Celine Dion has been out of the public eye, or at least off the grand public stage, since revealing her diagnosis of Stiff person syndrome in 2022, eyes welling with tears and regret for having to cancel a tour. While the iconic power ballad voice of her (or any) generation has largely kept the particulars of her rare neurological illness off screens, Irene Taylor’s vivid and unflinching documentary “I Am: Celine Dion” gives fans and audiences an at times unsettlingly candid and up-close-and-personal tour of Dion’s psychic free-fall in the aftermath of that diagnosis. Eschewing talking heads for a portrait in which Dion insisted she do all the talking herself, this is a rare nonfiction chronicle of an artist that also avoids hagiography — we see Dion at her lowest because that becomes the reminder of who she is at her very best.

“Her very best” is so many things more than “My Heart Will Go On” or insert-any-other-single you most remember the Quebecoise singer for. “I traveled the world and didn’t see anything,” Dion tells the camera, in the presence of two of her three sons she shares with her late husband and producer René Angélil, who died in 2016. (Angélil is surprisingly not much of a presence in this film, which, instead of a panoply of home movies or other cinematic elegies, only reveals his presence through brief footage of his funeral.) What she means to say is that her culture-transcending song craft has taken her around the globe, but with each tour stop never came one of the revelatory travel moments that affect us all. She was instead living a life in dressing rooms and on stages, all the while concealing an anomalous neurological condition that’s now prevented her from singing as she once did with such gravitas.

Filmmaker Irene Taylor, rather than position Dion in manicured interviews or against talking heads that are all the rage among any documentary you see nowadays, follows her in her Las Vegas outpost home, retreating from the run of performances she had to cut short due to her disorder. It’s there she’s trying to build back strength amid a constant stream of medications, including a staggering dosage of Valium. We see Dion in only unvarnished moments, vacuuming or playing sports or video games with her kids, and often in distressed repose, fighting against a condition in which her muscles are literally rebelling against her brain. “It hurts me to show you this,” she says at one point, clearly struggling on camera. Later, the camera fixates on a harrowing seizure Dion experiences after trying to record music again (her voice is now no longer the mezzo, piercing, belting stentorian it once was, and instead now a high-pitched shell of the before).

“I Am: Celine Dion” rarely looks backward, only waiting until well into the film’s under-two-hour running time to introduce archival footage of her childhood and early career days on TV and eventually in arenas. She reminds us that she didn’t create or invent herself; she rather is just the person she always was, and not some persona conjured for the stage or screen.

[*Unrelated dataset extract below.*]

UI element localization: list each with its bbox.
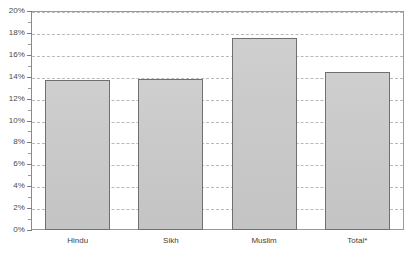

Dion’s flippant sense of humor is preserved here, as she’s just as willing to laugh at herself and her condition as she is the circumstances around her. You sometimes yearn for the context of testimony from her family — she has 13 siblings! — but are reminded of the power of documentary when it leaves such platitudes behind. Not since Asif Kapadia’s “Amy” has a documentary looked so closely and with so few holds barred at a singer/songwriter made iconic by a spotlight that has also ended up shrouding her.

To explain her condition and the insecurity she feels about how it has disappointed fans, Dion uses the metaphor of an apple tree: “People are in line, and I give them apples… I shine them, and they all leave with a basket of apples. My branches are starting to fall sometimes, they get crooked, and those branches are starting to produce less apples. But there’s still as many people in line. I don’t want them to wait in line if I don’t have apples for them.”

But a fan reminded her that “we’re not here for the apples; we’re here for the tree.” And indeed, “I Am: Celine Dion” graces us with plenty of footage of Dion’s ballad-belting, even while she reveals that past moments where she perhaps shook the mic in a sound-checking gesture or feigned a cough, she was fighting back extreme pain in her body due to what was a then-unknown illness warring within her.

Dion participates in Taylor’s extraordinarily intimate and revealing documentary in an often disheveled state, or at least without the makeup or adornment of the many beautiful clothes she keeps stored in a warehouse, revisiting with a bright-eyed nostalgia. But she never feels sorry for herself or collapses into self-pity, instead insisting that, god damn it, she will crawl back onto that stage if she has to.

A scene in which Dion has a body-stopping nervous spasm, curled into a ball on a table as her minders rush to her aid, is excruciating to watch. But you can sense that Dion purposefully wanted to include this moment to not only turn a light on her illness and perhaps destigmatize any disability threatening a person, creative or otherwise, but also to remind us of the flaws-and-all woman behind the voice that was always there anyway. She’s never been anyone but herself, and this movie allows that self to shine through in ways that feel rare for a documentary about an artist.

Grade: B+

“I Am: Celine Dion” premieres on Prime Video Tuesday, June 25.